:: WORK ITEM ::
Copy out the data that comes next, character for character, and leave the images aside.

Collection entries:

+---+

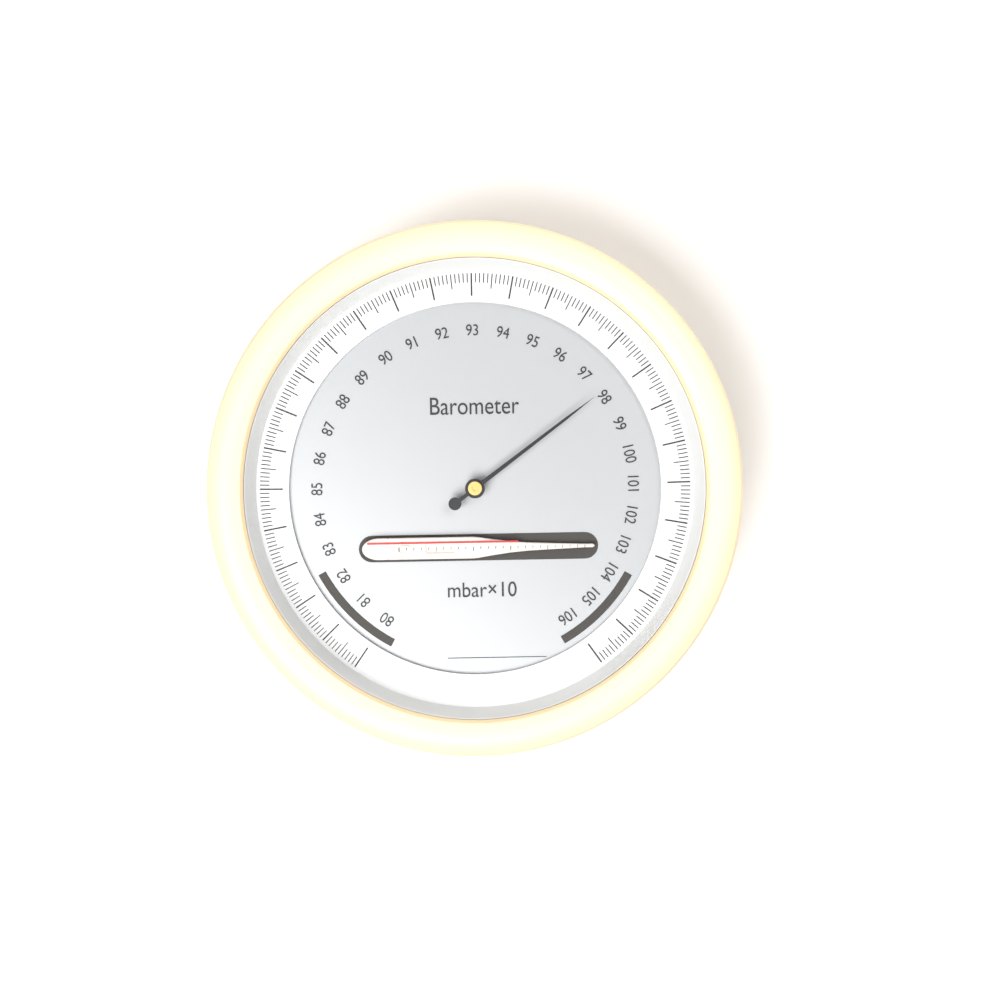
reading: 97.8 mbar×10
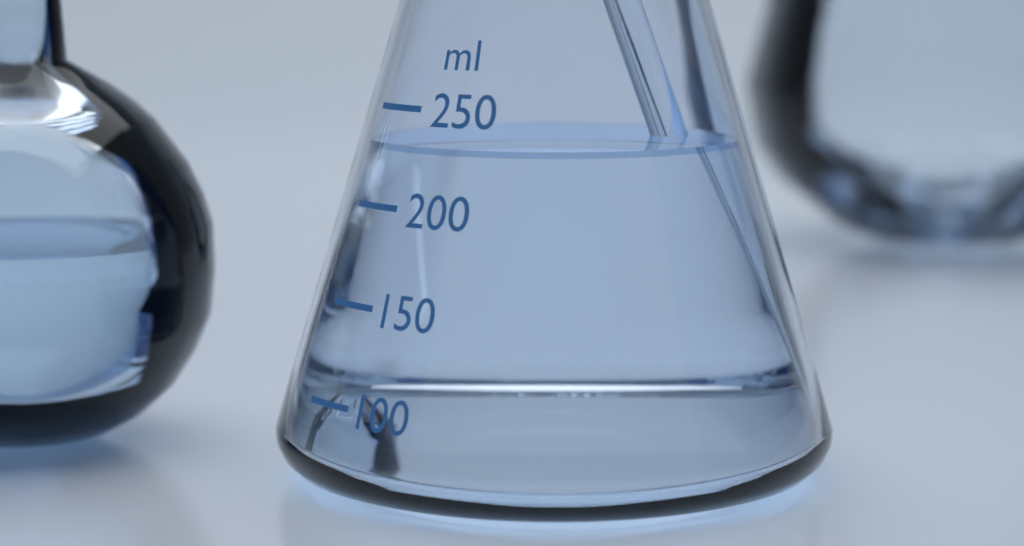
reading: 230 ml
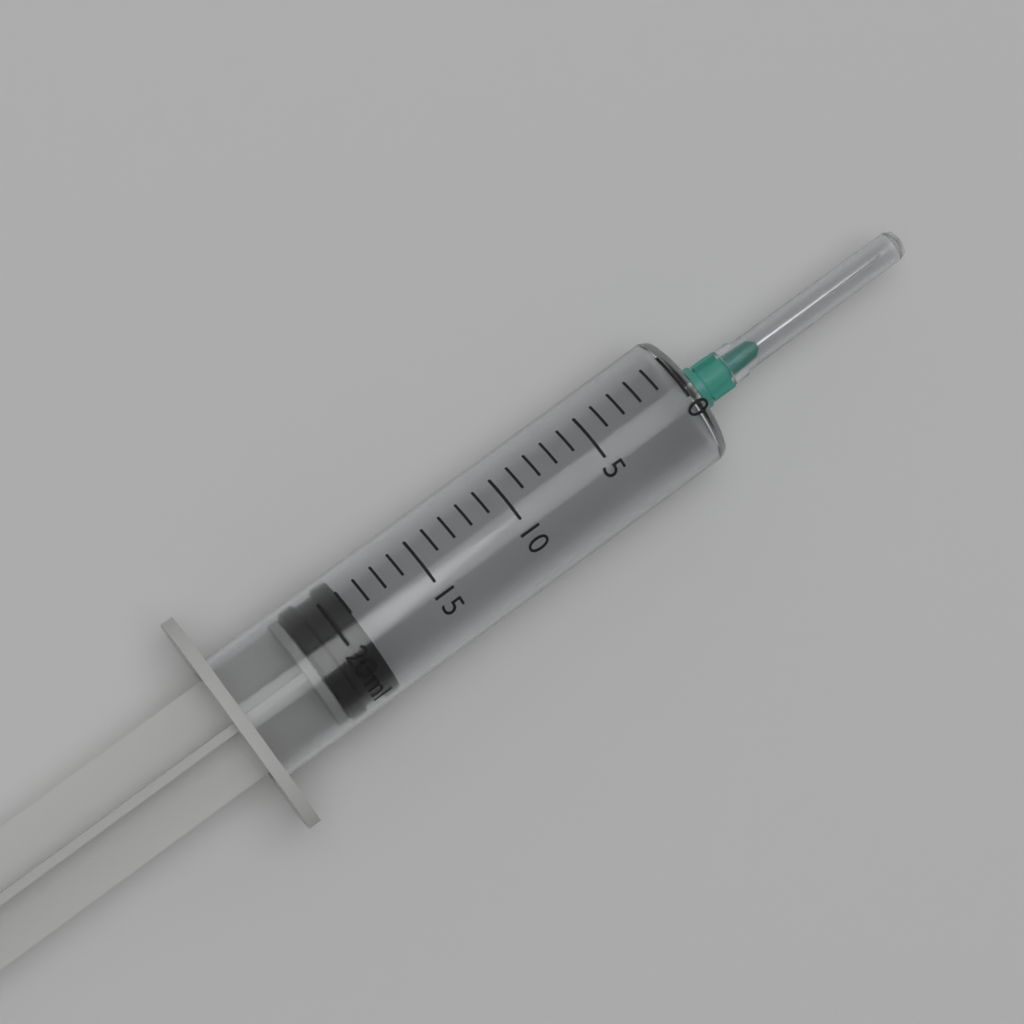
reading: 19 ml
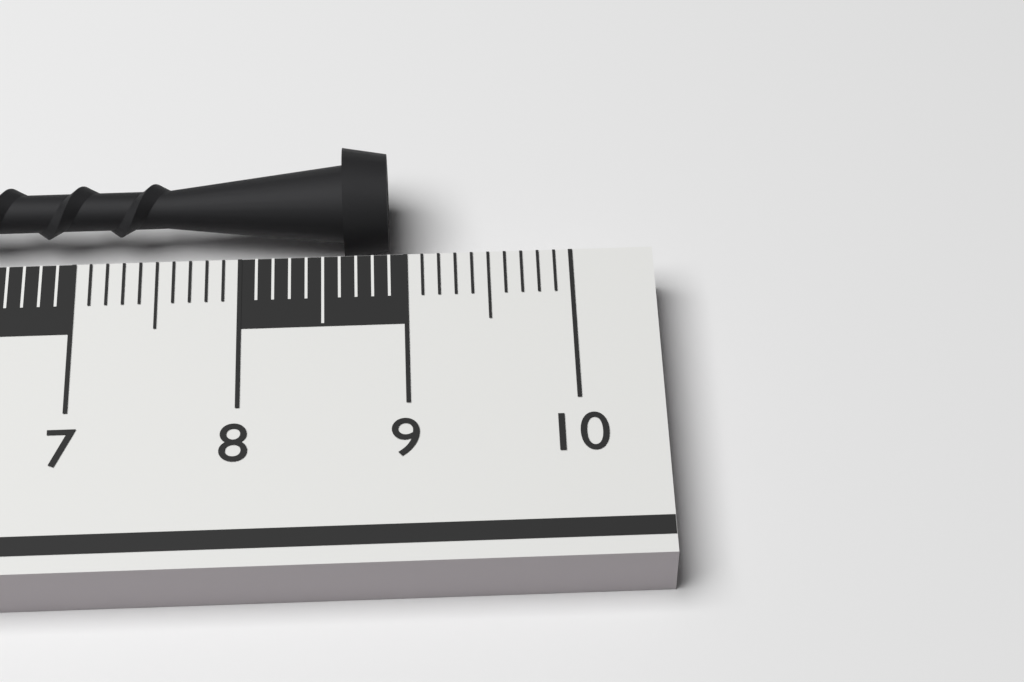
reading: 8.9 cm
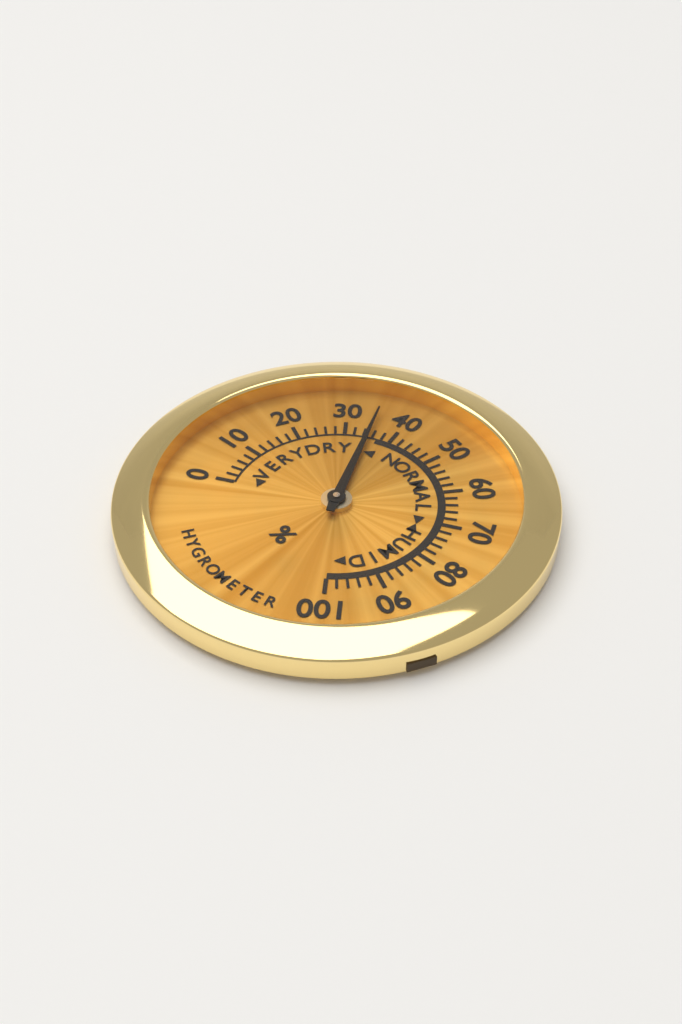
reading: 35 %
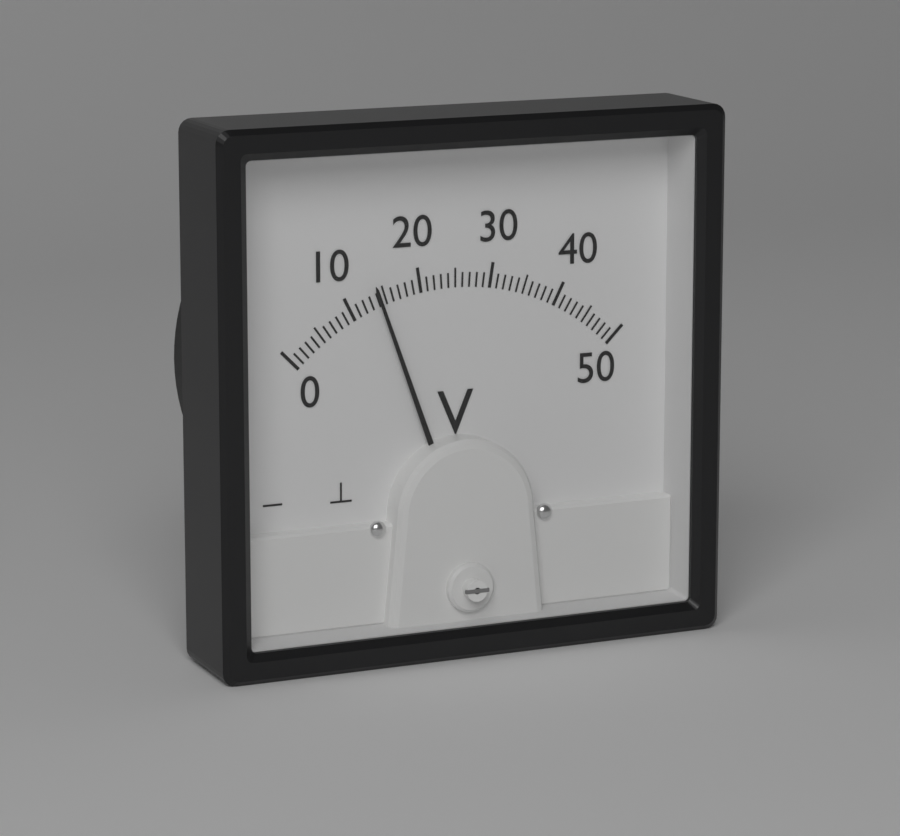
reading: 14 V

+---+

:: OUTPUT ::
reading: 97.8 mbar×10
reading: 230 ml
reading: 19 ml
reading: 8.9 cm
reading: 35 %
reading: 14 V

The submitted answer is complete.